The most common term for a baby born after infertility is “miracle baby,” though “rainbow baby” is also widely used, especially when infertility involved pregnancy loss. These aren’t medical terms. They’re emotional labels that parents and online communities have adopted to honor the difficulty of the journey and the joy of its outcome.
Rainbow Baby: The Most Recognized Term
A rainbow baby is a healthy baby born after losing a pregnancy or infant to miscarriage, stillbirth, or neonatal death. The name comes from the idea of a rainbow appearing after a storm. It gained popularity through blogs and social media and has become a widely recognized symbol of hope and healing in pregnancy and loss communities.
Strictly speaking, a rainbow baby follows a pregnancy loss, not infertility alone. But many parents who struggled with infertility and also experienced miscarriages along the way use the term freely. If your path to parenthood included both infertility and loss, rainbow baby fits. If you dealt with infertility but never had a pregnancy loss, the term doesn’t quite apply in its original sense, though some parents still use it loosely.
Miracle Baby: The Broader Label
For parents whose struggle was primarily infertility rather than loss, “miracle baby” is the more fitting term. It covers a wider range of experiences: years of failed treatments, unexpected natural pregnancies after being told the odds were near zero, successful IVF after multiple rounds, or a surprise conception later in life. It’s not a scientific label. It’s an emotional one, rooted in gratitude and the feeling that a child’s arrival defied the odds.
Some parents embrace the term wholeheartedly. Others find it complicated. Calling one child a miracle can stir up grief for pregnancies that didn’t survive or treatments that failed. The joy of a successful outcome doesn’t erase the pain of what came before, and for some families the word “miracle” carries a weight that feels heavier than intended.
IVF and Fertility Treatment Nicknames
Parents who conceived through assisted reproductive technology have developed their own playful vocabulary.
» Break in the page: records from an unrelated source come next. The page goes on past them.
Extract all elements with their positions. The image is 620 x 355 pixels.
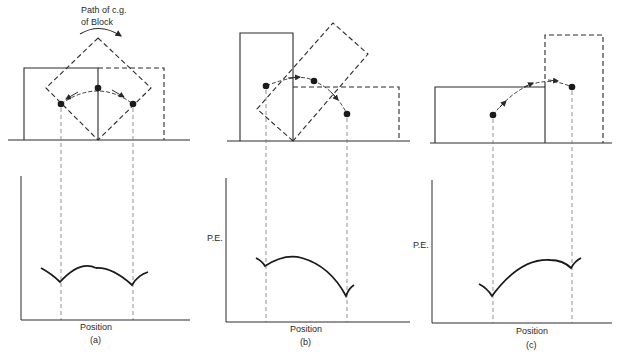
cg-point-end (130, 101, 137, 108)
panel-b-pe-graph (226, 178, 410, 322)
cg-point-top (95, 85, 102, 92)
pe-curve (41, 266, 148, 285)
cg-path-annotation-line2: of Block (81, 17, 113, 27)
cg-path (61, 91, 133, 104)
cg-path-annotation-line1: Path of c.g. (81, 5, 127, 15)
pe-curve (256, 257, 354, 296)
panel-c-block-diagram (430, 35, 612, 143)
panel-a-caption: (a) (90, 335, 101, 345)
panel-b (226, 23, 410, 322)
cg-point-top (311, 78, 318, 85)
panel-a-block-diagram (8, 28, 190, 140)
panel-c-pe-graph (432, 180, 612, 323)
panel-a (8, 28, 190, 320)
cg-path-arrow-left (66, 92, 78, 99)
panel-c-xlabel: Position (516, 326, 548, 336)
cg-point-end (344, 111, 351, 118)
panel-c (430, 35, 612, 323)
panel-a-pe-graph (21, 176, 190, 320)
cg-point-start (58, 101, 65, 108)
stability-diagram (0, 0, 620, 355)
pe-curve (479, 258, 581, 296)
cg-point-end (569, 84, 576, 91)
cg-point-start (263, 83, 270, 90)
rotation-arrow-icon (80, 28, 121, 36)
panel-b-xlabel: Position (290, 324, 322, 334)
panel-b-caption: (b) (300, 337, 311, 347)
panel-c-caption: (c) (526, 340, 537, 350)
panel-b-ylabel: P.E. (207, 233, 223, 243)
panel-c-ylabel: P.E. (413, 240, 429, 250)
cg-path-arrow-3 (548, 80, 558, 81)
cg-point-start (490, 112, 497, 119)
cg-path-arrow-2 (524, 83, 533, 87)
cg-path-arrow-1 (500, 101, 506, 107)
panel-b-block-diagram (227, 23, 410, 141)
panel-a-xlabel: Position (80, 322, 112, 332)
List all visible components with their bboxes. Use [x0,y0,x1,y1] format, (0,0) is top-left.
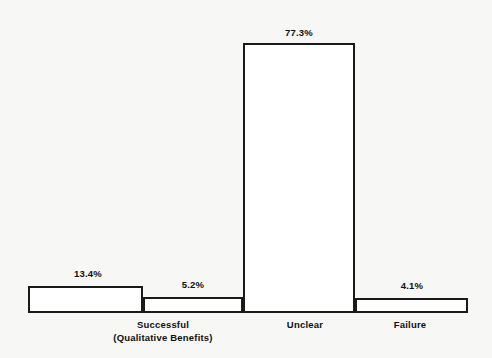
category-label-successful-line2: (Qualitative Benefits) [113,331,212,344]
category-label-successful: Successful (Qualitative Benefits) [113,318,212,344]
bar-value-label-successful-secondary: 5.2% [182,279,204,290]
plot-area: 13.4% 5.2% 77.3% 4.1% Successful (Qualit… [0,0,492,358]
bar-successful[interactable] [28,286,143,313]
bar-value-label-successful: 13.4% [74,268,102,279]
bar-chart: 13.4% 5.2% 77.3% 4.1% Successful (Qualit… [0,0,492,358]
category-label-successful-line1: Successful [137,319,189,330]
bar-value-label-unclear: 77.3% [285,27,313,38]
bar-successful-secondary[interactable] [143,297,243,313]
bar-value-label-failure: 4.1% [401,280,423,291]
bar-failure[interactable] [355,298,468,313]
category-label-unclear: Unclear [287,318,323,331]
bar-unclear[interactable] [243,43,355,313]
category-label-failure: Failure [394,318,427,331]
Some of these terms are lighthearted, some self-deprecating, and most reflect the financial and emotional reality of fertility treatment.
- Science baby: A straightforward term for any baby conceived through IVF or similar technology.
- Work of A.R.T.: A play on “assisted reproductive technology,” used with pride.
- Snowflake baby or freezer tot: Nicknames for babies born from frozen embryo transfers.
- Test-tube baby: The oldest and most widely known term for IVF babies, though many parents consider it outdated.
- Fertility baby: A simple, neutral term some parents prefer for babies conceived through any type of fertility treatment, including IUI.
Then there are the jokes about cost. Parents in fertility treatment communities affectionately call their children “down payment-sized baby,” “college fund baby,” or “million dollar baby,” nodding to the enormous expense of treatments that can run tens of thousands of dollars per cycle.
Related Terms Worth Knowing
A few other terms come up in these communities that are easy to confuse with rainbow baby.
A “sunshine baby” is a baby born before a pregnancy loss. If a family had a healthy first child, then experienced a miscarriage, that first child is the sunshine baby. It’s a lesser-known term but meaningful to parents who want language that acknowledges their whole family story.
A “pot of gold baby” is a baby born or adopted after a rainbow baby. The idea follows the metaphor: the rainbow comes after the storm, and the pot of gold comes at the end of the rainbow. These babies may not arrive directly after a loss, but pregnancy or adoption with them can still be emotionally challenging because the fear and grief from earlier experiences often linger.
Why Some Parents Skip the Labels Entirely
Not every parent wants a special name for their child. Some feel that calling a baby a “rainbow” defines the child through the lens of loss rather than letting them simply be themselves. Others worry the label places invisible expectations on a child to represent healing or redemption before they’ve even learned to walk.
As one maternal health specialist at Cleveland Clinic put it, some parents don’t want to see their living child as a rainbow or the child they lost as a storm. The metaphor, while comforting for many, doesn’t resonate with everyone. There’s no right or wrong approach. These terms exist as tools for parents who find meaning in them, not as obligations.
What matters most is that these words give families a shared language for experiences that can feel deeply isolating. Whether you call your baby a miracle, a rainbow, a science baby, or simply your child, the term you choose is yours.